Opendoor needs to scale its gross profit to much greater heights in order to turn net income positive. For a home flipper, there is a pretty simple formula for making this happen: Sell your housing inventory for more than you bought it for, net of financing costs. This is an easy task when home prices are soaring and the Federal Reserve has interest rates at zero. It is much more difficult when interest rates start rising at the fastest pace in history, increasing your interest expenses and making housing affordability the worst it has ever been for consumers, including the peak of the 2006 housing bubble.
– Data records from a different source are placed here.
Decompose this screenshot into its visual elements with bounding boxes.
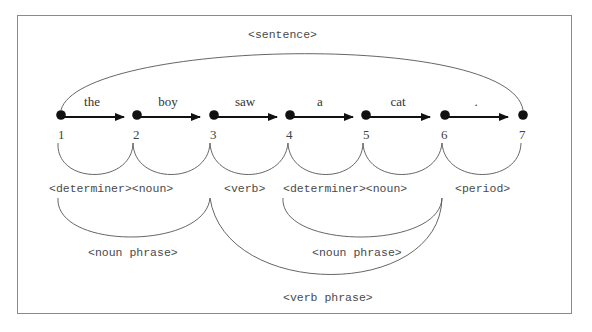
verb-phrase-label: <verb phrase> <box>283 291 373 304</box>
node-number: 4 <box>286 127 293 142</box>
node-dot <box>285 110 295 120</box>
node-number: 3 <box>210 127 217 142</box>
word-label: saw <box>235 94 256 109</box>
pos-label-det-noun-1: <determiner><noun> <box>49 182 173 195</box>
noun-phrase-1-label: <noun phrase> <box>88 246 178 259</box>
noun-phrase-2-label: <noun phrase> <box>312 246 402 259</box>
word-label: . <box>474 94 477 109</box>
node-dot <box>518 110 528 120</box>
edge-6-7: . <box>445 94 508 117</box>
nodes <box>56 110 528 120</box>
node-dot <box>440 110 450 120</box>
node-dot <box>209 110 219 120</box>
noun-phrase-1-arc <box>58 198 210 237</box>
node-number: 7 <box>519 127 526 142</box>
pos-label-det-noun-2: <determiner><noun> <box>283 182 407 195</box>
word-label: boy <box>158 94 178 109</box>
edge-2-3: boy <box>137 94 200 117</box>
node-numbers: 1 2 3 4 5 6 7 <box>58 127 526 142</box>
word-label: cat <box>390 94 406 109</box>
word-arcs <box>58 143 521 175</box>
word-label: a <box>317 94 323 109</box>
node-number: 6 <box>441 127 448 142</box>
verb-phrase-arc <box>210 198 442 275</box>
parse-chart-diagram: <sentence> the boy saw a cat . 1 2 3 4 <box>0 0 592 332</box>
node-number: 5 <box>363 127 370 142</box>
pos-label-period: <period> <box>455 182 510 195</box>
node-dot <box>132 110 142 120</box>
node-dot <box>56 110 66 120</box>
edge-4-5: a <box>290 94 353 117</box>
pos-label-verb: <verb> <box>224 182 266 195</box>
word-label: the <box>84 94 100 109</box>
edge-3-4: saw <box>214 94 277 117</box>
noun-phrase-2-arc <box>283 198 442 237</box>
node-number: 1 <box>58 127 65 142</box>
sentence-label: <sentence> <box>248 28 317 41</box>
edge-5-6: cat <box>366 94 430 117</box>
edge-1-2: the <box>61 94 124 117</box>
node-number: 2 <box>133 127 140 142</box>
sentence-arc <box>61 54 523 110</box>
node-dot <box>361 110 371 120</box>
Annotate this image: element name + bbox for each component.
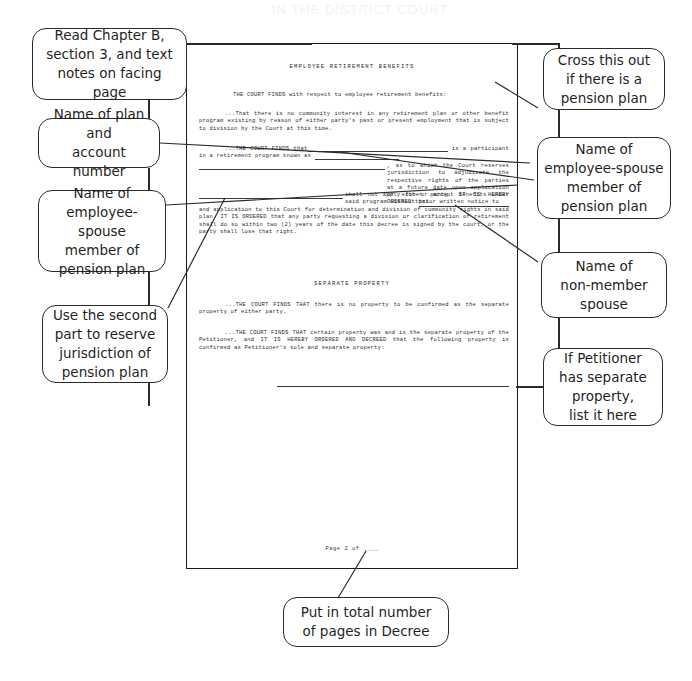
court-document-page: EMPLOYEE RETIREMENT BENEFITS THE COURT F…: [186, 43, 518, 569]
paragraph-participant-retirement-program: ...THE COURT FINDS that is a participant…: [199, 145, 509, 160]
connector-if-petitioner-horizontal: [516, 386, 546, 388]
callout-put-total-pages: Put in total numberof pages in Decree: [283, 597, 449, 647]
connector-right-top-horizontal: [512, 43, 560, 45]
paragraph-text: shall not apply for or accept benefits u…: [345, 191, 509, 205]
paragraph-text: ...That there is no community interest i…: [199, 110, 509, 132]
callout-text: Read Chapter B,section 3, and textnotes …: [39, 26, 180, 102]
callout-name-of-plan: Name of plan andaccount number: [38, 118, 160, 168]
blank-field-plan-member[interactable]: [308, 145, 448, 152]
callout-text: Name ofemployee-spousemember ofpension p…: [544, 140, 664, 216]
ghost-header-text: IN THE DISTRICT COURT: [150, 2, 570, 24]
paragraph-court-finds-intro: THE COURT FINDS with respect to employee…: [207, 91, 507, 98]
blank-field-property-list[interactable]: [277, 386, 509, 387]
paragraph-text: and application to this Court for determ…: [199, 206, 509, 235]
paragraph-no-community-interest: ...That there is no community interest i…: [199, 110, 509, 132]
paragraph-participant-final: and application to this Court for determ…: [199, 206, 509, 235]
blank-field-non-member-spouse[interactable]: [199, 198, 343, 199]
paragraph-text: THE COURT FINDS with respect to employee…: [233, 91, 447, 98]
paragraph-no-separate-property: ...THE COURT FINDS THAT there is no prop…: [199, 301, 509, 316]
callout-text: Name ofnon-memberspouse: [548, 257, 660, 314]
connector-right-spine-2: [558, 219, 560, 252]
section-heading-separate-property: SEPARATE PROPERTY: [187, 280, 517, 287]
callout-text: Name of plan andaccount number: [45, 105, 153, 181]
callout-name-employee-spouse-left: Name ofemployee-spousemember ofpension p…: [38, 190, 166, 272]
connector-right-spine-1: [558, 110, 560, 137]
blank-field-label-1: ...THE COURT FINDS that: [225, 145, 308, 152]
callout-use-second-part: Use the secondpart to reservejurisdictio…: [42, 305, 168, 383]
section-heading-employee-retirement-benefits: EMPLOYEE RETIREMENT BENEFITS: [187, 63, 517, 70]
connector-right-spine-3: [558, 318, 560, 348]
paragraph-text: ...THE COURT FINDS THAT there is no prop…: [199, 301, 509, 315]
callout-text: Cross this outif there is apension plan: [550, 51, 658, 108]
callout-if-petitioner-separate: If Petitionerhas separateproperty,list i…: [543, 348, 663, 426]
callout-text: Use the secondpart to reservejurisdictio…: [49, 306, 161, 382]
page-footer: Page 2 of ____: [187, 545, 517, 552]
callout-text: Name ofemployee-spousemember ofpension p…: [45, 184, 159, 279]
paragraph-participant-continued-b: [199, 169, 509, 191]
annotated-document-page: IN THE DISTRICT COURT EMPLOYEE RETIREMEN…: [0, 0, 692, 681]
callout-cross-this-out: Cross this outif there is apension plan: [543, 48, 665, 110]
callout-read-chapter: Read Chapter B,section 3, and textnotes …: [32, 28, 187, 100]
paragraph-petitioner-separate-property: ...THE COURT FINDS THAT certain property…: [199, 329, 509, 351]
connector-read-chapter-horizontal: [182, 43, 312, 45]
paragraph-shall-not-apply: shall not apply for or accept benefits u…: [345, 191, 509, 206]
callout-text: Put in total numberof pages in Decree: [290, 603, 442, 641]
callout-name-non-member-spouse: Name ofnon-memberspouse: [541, 252, 667, 318]
callout-name-employee-spouse-right: Name ofemployee-spousemember ofpension p…: [537, 137, 671, 219]
blank-field-plan-name[interactable]: [315, 153, 399, 160]
callout-text: If Petitionerhas separateproperty,list i…: [550, 349, 656, 425]
paragraph-text: ...THE COURT FINDS THAT certain property…: [199, 329, 509, 351]
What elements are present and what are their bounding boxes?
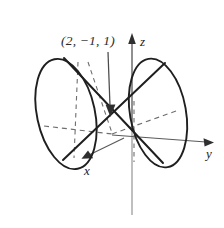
z-axis-label: z	[139, 34, 145, 49]
figure-canvas: (2, −1, 1) z y x	[0, 0, 224, 228]
left-ellipse-minor-axis-dashed	[74, 62, 78, 158]
arrow-up-icon	[128, 33, 136, 44]
x-axis-positive-dashed-segment	[112, 111, 176, 134]
y-axis-label: y	[204, 146, 212, 161]
cone-generator-lowerleft-to-upperright	[63, 63, 165, 160]
x-axis-label: x	[83, 163, 90, 178]
y-axis-negative-dashed-segment	[44, 126, 112, 134]
double-cone-diagram: (2, −1, 1) z y x	[0, 0, 224, 228]
point-label: (2, −1, 1)	[61, 33, 115, 48]
y-axis-positive-segment	[112, 135, 206, 142]
annotation-leader-line	[108, 52, 110, 106]
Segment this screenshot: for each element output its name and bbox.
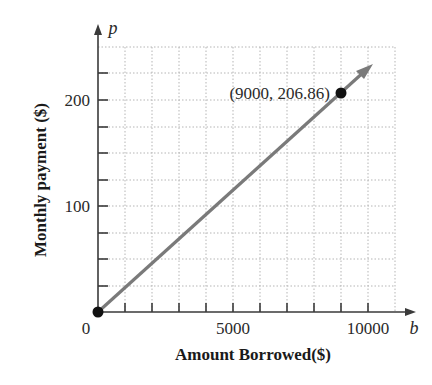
x-ticks: [125, 303, 368, 312]
x-axis-arrow-icon: [405, 308, 416, 316]
y-axis-title: Monthly payment ($): [31, 103, 50, 257]
x-tick-label-5000: 5000: [216, 319, 250, 338]
x-tick-label-10000: 10000: [347, 319, 390, 338]
data-point-9000: [336, 88, 347, 99]
y-ticks: [98, 73, 108, 286]
x-tick-label-0: 0: [82, 319, 91, 338]
data-point-origin: [93, 307, 104, 318]
x-axis-variable: b: [410, 318, 419, 338]
y-tick-label-200: 200: [65, 91, 91, 110]
y-axis-arrow-icon: [94, 24, 102, 35]
chart-canvas: (9000, 206.86) 0 5000 10000 b 200 100 p …: [0, 0, 432, 385]
y-axis-variable: p: [107, 18, 118, 38]
point-annotation: (9000, 206.86): [229, 84, 330, 103]
y-tick-label-100: 100: [65, 197, 91, 216]
x-axis-title: Amount Borrowed($): [175, 345, 331, 364]
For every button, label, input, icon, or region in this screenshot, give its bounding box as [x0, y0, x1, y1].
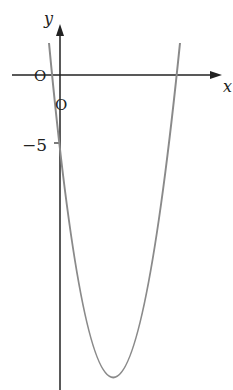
x-axis-label: x: [223, 77, 232, 96]
parabola-curve: [49, 43, 180, 378]
y-intercept-label: O: [55, 96, 67, 114]
x-axis-arrow-icon: [210, 71, 222, 79]
tick-label-minus-5: −5: [22, 135, 47, 155]
parabola-graph: y x O O −5: [0, 0, 233, 390]
origin-label: O: [34, 67, 46, 85]
y-axis-label: y: [43, 9, 54, 28]
y-axis-arrow-icon: [56, 24, 64, 36]
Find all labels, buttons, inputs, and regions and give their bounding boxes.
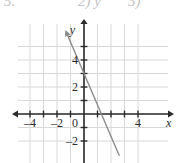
header-fragment-3: 3) [128,0,141,10]
x-tick-label: –2 [50,116,63,130]
cropped-header-text: 5. 2) y 3) [0,0,176,18]
coordinate-plane: –4–20442–2xy [0,18,176,163]
x-tick-label: 0 [72,116,78,130]
header-fragment-2: 2) y [78,0,101,10]
x-tick-label: 4 [135,116,141,130]
y-tick-label: 4 [72,53,78,67]
header-fragment-1: 5. [4,0,15,10]
x-axis-label: x [165,116,172,130]
y-tick-label: –2 [65,134,78,148]
y-axis-label: y [69,23,76,37]
graph-page: 5. 2) y 3) –4–20442–2xy [0,0,176,163]
y-tick-label: 2 [72,80,78,94]
plot-svg: –4–20442–2xy [0,18,176,163]
x-tick-label: –4 [23,116,36,130]
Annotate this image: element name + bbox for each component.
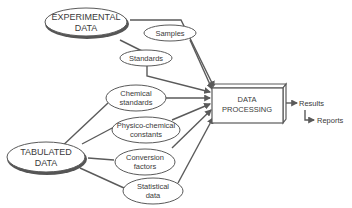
source-experimental-data: EXPERIMENTAL DATA <box>45 8 129 39</box>
input-statistical-data-line2: data <box>146 191 161 200</box>
input-statistical-data-line1: Statistical <box>137 182 169 191</box>
output-results: Results <box>299 99 324 108</box>
connector-statistical-to-processing <box>178 118 213 183</box>
input-physico-chemical-line1: Physico-chemical <box>117 121 176 130</box>
source-tabulated-data: TABULATED DATA <box>7 142 87 175</box>
input-conversion-factors-line2: factors <box>134 162 157 171</box>
input-chemical-standards-line1: Chemical <box>120 89 152 98</box>
input-physico-chemical-line2: constants <box>130 130 162 139</box>
connector-tabulated-to-conversion <box>88 158 114 160</box>
input-standards-label: Standards <box>129 54 163 63</box>
data-processing-diagram: EXPERIMENTAL DATA TABULATED DATA Samples… <box>0 0 352 208</box>
connector-tabulated-to-physico <box>82 126 116 144</box>
input-chemical-standards-line2: standards <box>120 98 153 107</box>
source-tabulated-line1: TABULATED <box>20 147 72 157</box>
inputs <box>106 25 196 204</box>
connector-tabulated-to-statistical <box>80 168 124 188</box>
connector-physico-chemical-to-processing <box>172 104 210 120</box>
connector-results-to-reports <box>305 110 314 120</box>
source-experimental-line2: DATA <box>75 23 98 33</box>
processing-line1: DATA <box>238 95 257 104</box>
output-reports: Reports <box>317 116 344 125</box>
input-samples-label: Samples <box>155 29 184 38</box>
source-tabulated-line2: DATA <box>35 158 58 168</box>
processing-line2: PROCESSING <box>222 105 272 114</box>
input-conversion-factors-line1: Conversion <box>126 153 164 162</box>
connector-samples-to-processing <box>190 40 212 89</box>
source-experimental-line1: EXPERIMENTAL <box>52 12 121 22</box>
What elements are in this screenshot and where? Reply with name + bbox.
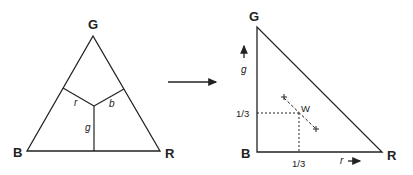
divider-r [63, 88, 94, 106]
star-marker-upper-icon [281, 94, 287, 100]
vertex-label-r-right: R [387, 148, 397, 163]
white-point-label: W [301, 103, 310, 114]
right-triangle [257, 27, 382, 152]
region-label-g: g [85, 122, 91, 133]
g-axis-label: g [241, 64, 247, 75]
vertex-label-b: B [13, 145, 22, 160]
vertex-label-r: R [165, 146, 175, 161]
y-tick-label: 1/3 [236, 108, 249, 119]
vertex-label-g-right: G [249, 9, 259, 24]
vertex-label-b-right: B [241, 146, 250, 161]
white-line-dashed [284, 98, 316, 129]
region-label-b: b [109, 98, 115, 109]
r-axis-label: r [340, 155, 344, 166]
x-tick-label: 1/3 [292, 158, 305, 169]
region-label-r: r [74, 97, 78, 108]
chromaticity-diagram: G B R r b g G B R W 1/3 1/3 g r [0, 0, 413, 175]
equilateral-triangle [27, 36, 160, 151]
vertex-label-g: G [88, 17, 98, 32]
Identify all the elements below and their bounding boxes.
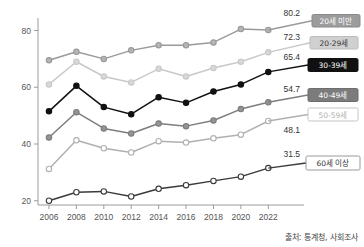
data-point bbox=[156, 43, 161, 48]
label-connector bbox=[268, 65, 308, 72]
data-point bbox=[156, 186, 161, 191]
x-tick-label: 2020 bbox=[231, 212, 250, 222]
data-point bbox=[183, 182, 188, 187]
data-point bbox=[211, 136, 216, 141]
x-tick-label: 2006 bbox=[40, 212, 59, 222]
data-point bbox=[74, 83, 79, 88]
data-point bbox=[129, 194, 134, 199]
data-point bbox=[46, 135, 51, 140]
data-point bbox=[156, 66, 161, 71]
data-point bbox=[101, 126, 106, 131]
series-3 bbox=[46, 100, 271, 141]
series-label-text: 20세 미만 bbox=[320, 17, 353, 26]
series-label-text: 30-39세 bbox=[319, 61, 348, 70]
data-point bbox=[74, 110, 79, 115]
series-label-text: 40-49세 bbox=[319, 91, 348, 100]
data-point bbox=[74, 59, 79, 64]
series-1 bbox=[46, 50, 271, 87]
data-point bbox=[101, 56, 106, 61]
data-point bbox=[46, 82, 51, 87]
data-point bbox=[46, 109, 51, 114]
line-chart: 2040608020062008201020122014201620182020… bbox=[0, 0, 364, 247]
data-point bbox=[129, 112, 134, 117]
data-point bbox=[129, 48, 134, 53]
label-connector bbox=[268, 95, 308, 102]
y-tick-label: 60 bbox=[22, 82, 32, 92]
data-point bbox=[129, 80, 134, 85]
x-tick-label: 2018 bbox=[204, 212, 223, 222]
data-point bbox=[101, 74, 106, 79]
series-label-text: 20-29세 bbox=[320, 39, 349, 48]
x-tick-label: 2016 bbox=[177, 212, 196, 222]
x-tick-label: 2014 bbox=[149, 212, 168, 222]
data-point bbox=[238, 132, 243, 137]
data-point bbox=[129, 131, 134, 136]
series-label-text: 50-59세 bbox=[319, 111, 348, 120]
data-point bbox=[183, 74, 188, 79]
data-point bbox=[183, 100, 188, 105]
series-0 bbox=[46, 26, 271, 63]
data-point bbox=[211, 89, 216, 94]
data-point bbox=[74, 138, 79, 143]
data-point bbox=[211, 40, 216, 45]
data-point bbox=[156, 121, 161, 126]
label-connector bbox=[268, 115, 308, 122]
data-point bbox=[183, 140, 188, 145]
data-point bbox=[238, 82, 243, 87]
y-tick-label: 20 bbox=[22, 196, 32, 206]
end-value-label: 31.5 bbox=[283, 149, 300, 159]
y-tick-label: 80 bbox=[22, 26, 32, 36]
data-point bbox=[74, 49, 79, 54]
y-axis-ticks: 20406080 bbox=[22, 26, 38, 206]
data-point bbox=[74, 190, 79, 195]
label-connector bbox=[268, 21, 312, 30]
data-point bbox=[156, 94, 161, 99]
x-tick-label: 2012 bbox=[122, 212, 141, 222]
data-point bbox=[238, 106, 243, 111]
chart-container: 2040608020062008201020122014201620182020… bbox=[0, 0, 364, 247]
chart-series-group bbox=[46, 26, 271, 203]
x-axis-ticks: 200620082010201220142016201820202022 bbox=[40, 205, 279, 222]
data-point bbox=[238, 174, 243, 179]
data-point bbox=[211, 118, 216, 123]
series-5 bbox=[46, 165, 271, 203]
data-point bbox=[183, 43, 188, 48]
end-value-label: 54.7 bbox=[283, 84, 300, 94]
data-point bbox=[238, 26, 243, 31]
data-point bbox=[101, 146, 106, 151]
data-point bbox=[46, 166, 51, 171]
series-label-text: 60세 이상 bbox=[317, 158, 350, 168]
end-value-label: 65.4 bbox=[283, 52, 300, 62]
data-point bbox=[129, 150, 134, 155]
x-tick-label: 2010 bbox=[94, 212, 113, 222]
data-point bbox=[238, 59, 243, 64]
series-2 bbox=[46, 69, 271, 117]
end-value-label: 72.3 bbox=[283, 32, 300, 42]
y-tick-label: 40 bbox=[22, 139, 32, 149]
data-point bbox=[46, 58, 51, 63]
label-connector bbox=[268, 43, 310, 53]
end-value-label: 80.2 bbox=[283, 8, 300, 18]
x-tick-label: 2022 bbox=[259, 212, 278, 222]
data-point bbox=[46, 198, 51, 203]
series-labels: 20세 미만20-29세30-39세40-49세50-59세60세 이상 bbox=[268, 15, 360, 171]
data-point bbox=[101, 189, 106, 194]
value-annotations: 80.272.365.454.748.131.5 bbox=[283, 8, 300, 159]
x-tick-label: 2008 bbox=[67, 212, 86, 222]
label-connector bbox=[268, 163, 306, 168]
data-point bbox=[156, 138, 161, 143]
data-point bbox=[183, 123, 188, 128]
data-point bbox=[101, 104, 106, 109]
data-point bbox=[211, 65, 216, 70]
data-point bbox=[211, 178, 216, 183]
source-caption: 출처: 통계청, 사회조사 bbox=[285, 232, 359, 242]
end-value-label: 48.1 bbox=[283, 125, 300, 135]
To simplify it, home flippers are tied to the housing market, putting it at the mercy of macroeconomic factors and the Federal Reserve.
Adding on to these woes, it seems Opendoor is actually quite bad at home flipping. For example, in August of 2022 it is estimated that the company lost money on 42% of its transactions. This was in the third quarter of last year, when the median home price in the United States was still rising. In Q4 of 2022, housing prices went into a slight decline, leading to Opendoor’s gross margin deterioration. If home prices stagnate further or even go into a cyclical downturn for an extended period, Opendoor is going to be in a world of hurt financially.
Opendoor needs to look itself in the mirror and realize it is running on a flawed business model. Flipping homes as an online marketplace still means buying physical assets financed with debt, having them sit on your balance sheet, and (hopefully) selling them at a higher price a few months later.
The only path forward for Opendoor is to pivot its business model. It has over $1 billion in cash on its balance sheet and $4.5 billion in home inventory it can liquidate. At a market cap of under $1 billion, it doesn’t have to build a gigantic new business in order to start creating value for shareholders. But if it continues down this home-flipping path in an economy with declining home values, it will only continue to destroy shareholder value.
Brett Schafer has no position in any of the stocks mentioned. The Motley Fool has positions in and recommends Opendoor Technologies. The Motley Fool has a disclosure policy.